Today the 25 Gigabit Ethernet Consortium announced the availability of a low-latency forward error correction (FEC) specification for 50 Gbps, 100 Gbps and 200 Gbps Ethernet networks.
High latency is a problem for performance-critical networks in applications such as high-performance computing (HPC), data center interconnect, machine learning, financial trading and others.
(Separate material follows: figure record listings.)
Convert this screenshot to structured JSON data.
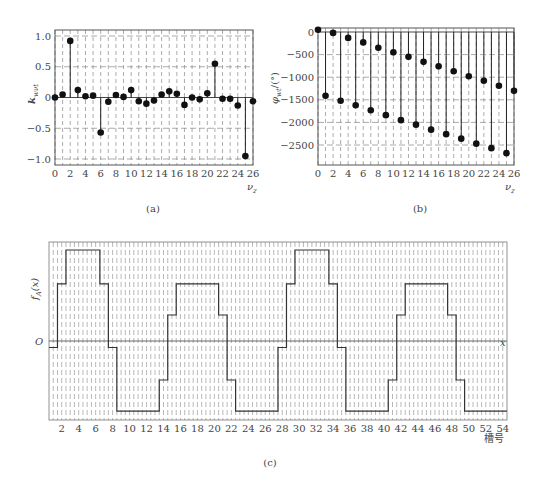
{
  "chart_data": [
    {
      "id": "a",
      "type": "stem",
      "caption": "(a)",
      "xlabel": "ν_z",
      "ylabel": "k_wνt",
      "xlim": [
        0,
        26
      ],
      "ylim": [
        -1.0,
        1.0
      ],
      "xticks": [
        0,
        2,
        4,
        6,
        8,
        10,
        12,
        14,
        16,
        18,
        20,
        22,
        24,
        26
      ],
      "yticks": [
        1.0,
        0.5,
        0,
        -0.5,
        -1.0
      ],
      "ytick_labels": [
        "1.0",
        "0.5",
        "0",
        "−0.5",
        "−1.0"
      ],
      "grid": true,
      "x": [
        0,
        1,
        2,
        3,
        4,
        5,
        6,
        7,
        8,
        9,
        10,
        11,
        12,
        13,
        14,
        15,
        16,
        17,
        18,
        19,
        20,
        21,
        22,
        23,
        24,
        25,
        26
      ],
      "values": [
        0,
        0.05,
        0.92,
        0.12,
        0.02,
        0.03,
        -0.57,
        -0.07,
        0.04,
        0.01,
        0.12,
        -0.06,
        -0.1,
        -0.05,
        0.05,
        0.1,
        0.06,
        -0.12,
        0.0,
        -0.03,
        0.07,
        0.55,
        -0.02,
        -0.02,
        -0.13,
        -0.95,
        -0.06
      ]
    },
    {
      "id": "b",
      "type": "stem",
      "caption": "(b)",
      "xlabel": "ν_z",
      "ylabel": "φ_wt/(°)",
      "xlim": [
        0,
        26
      ],
      "ylim": [
        -2950,
        50
      ],
      "xticks": [
        0,
        2,
        4,
        6,
        8,
        10,
        12,
        14,
        16,
        18,
        20,
        22,
        24,
        26
      ],
      "yticks": [
        0,
        -500,
        -1000,
        -1500,
        -2000,
        -2500
      ],
      "ytick_labels": [
        "0",
        "−500",
        "−1000",
        "−1500",
        "−2000",
        "−2500"
      ],
      "grid": true,
      "x": [
        0,
        1,
        2,
        3,
        4,
        5,
        6,
        7,
        8,
        9,
        10,
        11,
        12,
        13,
        14,
        15,
        16,
        17,
        18,
        19,
        20,
        21,
        22,
        23,
        24,
        25,
        26
      ],
      "values": [
        50,
        -1410,
        -20,
        -1520,
        -130,
        -1620,
        -230,
        -1730,
        -350,
        -1840,
        -450,
        -1950,
        -550,
        -2050,
        -660,
        -2160,
        -760,
        -2260,
        -870,
        -2360,
        -980,
        -2470,
        -1080,
        -2570,
        -1190,
        -2680,
        -1300
      ]
    },
    {
      "id": "c",
      "type": "step",
      "caption": "(c)",
      "xlabel": "槽号",
      "ylabel": "f_A(x)",
      "origin_label": "O",
      "axis_label": "x",
      "xlim": [
        1,
        54
      ],
      "xticks": [
        2,
        4,
        6,
        8,
        10,
        12,
        14,
        16,
        18,
        20,
        22,
        24,
        26,
        28,
        30,
        32,
        34,
        36,
        38,
        40,
        42,
        44,
        46,
        48,
        50,
        52,
        54
      ],
      "grid": true,
      "slots": [
        1,
        2,
        3,
        4,
        5,
        6,
        7,
        8,
        9,
        10,
        11,
        12,
        13,
        14,
        15,
        16,
        17,
        18,
        19,
        20,
        21,
        22,
        23,
        24,
        25,
        26,
        27,
        28,
        29,
        30,
        31,
        32,
        33,
        34,
        35,
        36,
        37,
        38,
        39,
        40,
        41,
        42,
        43,
        44,
        45,
        46,
        47,
        48,
        49,
        50,
        51,
        52,
        53,
        54
      ],
      "values": [
        -0.25,
        2.2,
        3.5,
        3.5,
        3.5,
        3.5,
        2.2,
        -0.25,
        -2.7,
        -2.7,
        -2.7,
        -2.7,
        -2.7,
        -1.5,
        1.0,
        2.2,
        2.2,
        2.2,
        2.2,
        2.2,
        1.0,
        -1.5,
        -2.7,
        -2.7,
        -2.7,
        -2.7,
        -2.7,
        -0.25,
        2.2,
        3.5,
        3.5,
        3.5,
        3.5,
        2.2,
        -0.25,
        -2.7,
        -2.7,
        -2.7,
        -2.7,
        -2.7,
        -1.5,
        1.0,
        2.2,
        2.2,
        2.2,
        2.2,
        2.2,
        1.0,
        -1.5,
        -2.7,
        -2.7,
        -2.7,
        -2.7,
        -2.7
      ]
    }
  ],
  "labels": {
    "a_caption": "(a)",
    "b_caption": "(b)",
    "c_caption": "(c)",
    "a_xlabel": "ν",
    "a_xlabel_sub": "z",
    "b_xlabel": "ν",
    "b_xlabel_sub": "z",
    "a_ylabel": "k",
    "a_ylabel_sub": "wνt",
    "b_ylabel": "φ",
    "b_ylabel_sub": "wt",
    "b_ylabel_unit": "/(°)",
    "c_ylabel": "f",
    "c_ylabel_sub": "A",
    "c_ylabel_arg": "(x)",
    "c_origin": "O",
    "c_axis": "x",
    "c_xlabel": "槽号"
  }
}
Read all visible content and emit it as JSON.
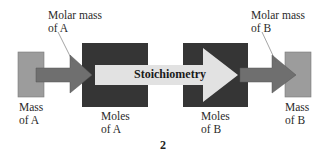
{
  "diagram": {
    "labels": {
      "molar_mass_a_line1": "Molar mass",
      "molar_mass_a_line2": "of A",
      "molar_mass_b_line1": "Molar mass",
      "molar_mass_b_line2": "of B",
      "mass_a_line1": "Mass",
      "mass_a_line2": "of A",
      "moles_a_line1": "Moles",
      "moles_a_line2": "of A",
      "moles_b_line1": "Moles",
      "moles_b_line2": "of B",
      "mass_b_line1": "Mass",
      "mass_b_line2": "of B",
      "center_arrow": "Stoichiometry"
    },
    "figure_number": "2",
    "colors": {
      "mass_box": "#9c9c9c",
      "moles_box": "#353535",
      "small_arrow": "#6f6f6f",
      "stoich_arrow": "#e2e2e2",
      "leader_line": "#666666"
    }
  }
}
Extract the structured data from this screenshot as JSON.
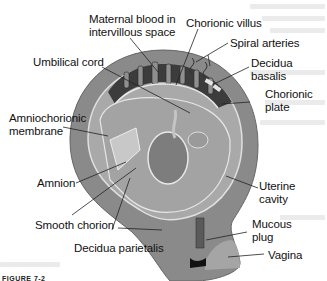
{
  "figure": {
    "caption": "FIGURE 7-2",
    "labels": {
      "maternal_blood_line1": "Maternal blood in",
      "maternal_blood_line2": "intervillous space",
      "chorionic_villus": "Chorionic villus",
      "spiral_arteries": "Spiral arteries",
      "decidua_basalis_line1": "Decidua",
      "decidua_basalis_line2": "basalis",
      "umbilical_cord": "Umbilical cord",
      "chorionic_plate_line1": "Chorionic",
      "chorionic_plate_line2": "plate",
      "amniochorionic_line1": "Amniochorionic",
      "amniochorionic_line2": "membrane",
      "amnion": "Amnion",
      "uterine_cavity_line1": "Uterine",
      "uterine_cavity_line2": "cavity",
      "smooth_chorion": "Smooth chorion",
      "mucous_plug_line1": "Mucous",
      "mucous_plug_line2": "plug",
      "decidua_parietalis": "Decidua parietalis",
      "vagina": "Vagina"
    },
    "colors": {
      "uterine_wall": "#8a8a8a",
      "cavity": "#a9a9a9",
      "placenta": "#3c3c3c",
      "membrane": "#d8d8d8",
      "leader_line": "#222222",
      "label_text": "#111111"
    }
  }
}
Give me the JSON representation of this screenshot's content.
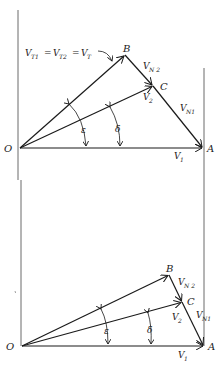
{
  "figure": {
    "top": {
      "points": {
        "O": {
          "label": "O",
          "x": 20,
          "y": 148
        },
        "A": {
          "label": "A",
          "x": 203,
          "y": 148
        },
        "B": {
          "label": "B",
          "x": 125,
          "y": 55
        },
        "C": {
          "label": "C",
          "x": 153,
          "y": 86
        }
      },
      "labels": {
        "vt_main": "V",
        "vt_eq": "T1 = V",
        "vt_text": "V_T1 = V_T2 = V_T",
        "VN2": "V_N2",
        "VN1": "V_N1",
        "V2": "V_2",
        "V1": "V_1",
        "epsilon": "ε",
        "delta": "δ"
      }
    },
    "bottom": {
      "points": {
        "O": {
          "label": "O",
          "x": 22,
          "y": 346
        },
        "A": {
          "label": "A",
          "x": 204,
          "y": 346
        },
        "B": {
          "label": "B",
          "x": 169,
          "y": 275
        },
        "C": {
          "label": "C",
          "x": 182,
          "y": 302
        }
      },
      "labels": {
        "VN2": "V_N2",
        "VN1": "V_N1",
        "V2": "V_2",
        "V1": "V_1",
        "epsilon": "ε",
        "delta": "δ"
      }
    },
    "text": {
      "V": "V",
      "T1": "T1",
      "T2": "T2",
      "T": "T",
      "eq": "=",
      "N2": "N 2",
      "N1": "N1",
      "two": "2",
      "one": "1",
      "O": "O",
      "A": "A",
      "B": "B",
      "C": "C",
      "epsilon": "ε",
      "delta": "δ"
    }
  }
}
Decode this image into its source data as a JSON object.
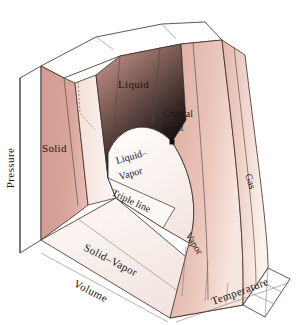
{
  "figure": {
    "background_color": "#ffffff"
  },
  "axes": {
    "pressure": {
      "label": "Pressure",
      "orientation": "vertical-left"
    },
    "volume": {
      "label": "Volume",
      "orientation": "oblique-bottom-left"
    },
    "temperature": {
      "label": "Temperature",
      "orientation": "oblique-bottom-right"
    }
  },
  "regions": [
    {
      "id": "solid",
      "label": "Solid",
      "color": "#d4a096"
    },
    {
      "id": "liquid",
      "label": "Liquid",
      "color": "#d7a399"
    },
    {
      "id": "liquid-vapor",
      "label_line1": "Liquid–",
      "label_line2": "Vapor",
      "color": "#fbf4f1"
    },
    {
      "id": "solid-vapor",
      "label": "Solid–Vapor",
      "color": "#f7eeea"
    },
    {
      "id": "vapor",
      "label": "Vapor",
      "color": "#e5bdb2"
    },
    {
      "id": "gas",
      "label": "Gas",
      "color": "#eccdc3"
    },
    {
      "id": "triple-line",
      "label": "Triple line",
      "color": "#fdf9f7"
    }
  ],
  "annotations": {
    "critical_point": {
      "label_line1": "Critical",
      "label_line2": "point",
      "marker": "critical-point-dot",
      "marker_color": "#12100f"
    }
  },
  "colors": {
    "solid_fill": "#d4a096",
    "liquid_fill": "#d7a399",
    "vapor_fill": "#e5bdb2",
    "gas_fill": "#eccdc3",
    "dome_fill": "#fbf4f1",
    "solid_vapor_fill": "#f7eeea",
    "triple_line_fill": "#fdf9f7",
    "back_plane_fill": "#ffffff",
    "outline_stroke": "#3a2b26"
  }
}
The availability of a low-latency FEC allows high-speed Ethernet to be better suited for these applications, especially for HPC networks where other interconnect technologies are more prominent than Ethernet.
Five years ago, only HPC developers cared about low latency, but today latency sensitivity has come to many more mainstream applications,” said Rob Stone, technical working group chair of the 25G Ethernet Consortium. “With this new specification, the consortium is improving the single largest source of packet processing latency, which improves the performance that high-speed Ethernet brings to these applications.”
FEC is a major source of latency in a switched network and the new specification cuts FEC latency approximately in half. This will have a significant impact on overall physical layer latency, in particular for hyperscale datacenter networks comprised of a large number of nodes, with multiple hops between servers.
The specification allows NEMs to optionally use a shortened codeword FEC variant – RS (272, 257+1, 7, 10) that replaces the IEEE 802.3cd and 802.3bs standard FEC.
The shortened codeword contains 272 x 10-bit symbols rather than the 544 x 10-bit symbols originally specified. Nothing else changes in the symbol distribution process from the output of the encoder to the FEC lanes in the new FEC, but that process is implemented more quickly due to the shortened codeword.
“The value of having a standard extends to ensuring multi-vendor product interoperability and ecosystem,” said Tim Lustig, marketing chair of the 25G Ethernet Consortium. “To ensure specification conformance and interoperability, testing will be held at future plugfests the consortium regularly conducts at the University of New Hampshire InterOperability Laboratory (UNH-IOL).”
The original FEC standards are designed to maximize data integrity and minimize data packet retransmissions due to packets or data that are lost or corrupted in transmission. In simulations conducted by the consortium using the new FEC standard, copper cable lengths of up to 2m and fiber cable lengths up to 30m can be supported. To ensure high data integrity, the consortium recommends that the new FEC be used only on engineered data connections.
The specification is now available for implementation by switch chip manufacturers.